Ben Rudiak-Gould wrote (snipped):
If more than one dictionary is allowed per type, this correspondence
breaks down, and all hell breaks loose as a result. We've already seen
this happen with implicit parameters. In a program with implicit
parameters:
* Beta conversion no longer preserves semantics.
* The monomorphism restriction is no longer a restriction: it
sometimes silently changes the meaning of a program.
* Adding type signatures for documentation is no longer safe, since
they may silently change the behavior of the program.
* It's not even safe in general to add a signature giving the same
type that the compiler would infer anyway: there are (common) cases in
which this too changes the program's meaning. I ran into this quite by
accident the first time I tried to use implicit parameters, and it was
enough to scare me away from ever trusting them again.
Sorry, but I like implicit parameters, I use them, and I'm not going
to stop using them because beta conversion no longer preserves semantics.
The other objections don't bother me either; I add type signatures always
for external functions (and would be quite happy if not doing so were an error).

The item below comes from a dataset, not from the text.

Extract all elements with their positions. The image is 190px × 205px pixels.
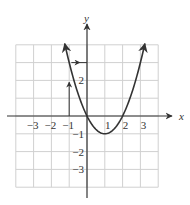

Since it hasn't been mentioned yet I should also point people once again
to "Functional Pearl: Implicit Configurations" by Oleg and Chung-chieh
Shan, which ingeniously uses polymorphic recursion to construct type
class instances at run time. If there's a safe and sane way to add local
dictionaries to the language, it's probably along those lines.
It is very ingenious to encode complex configuration information by chains
of types, but
it is something I recoil from in horror.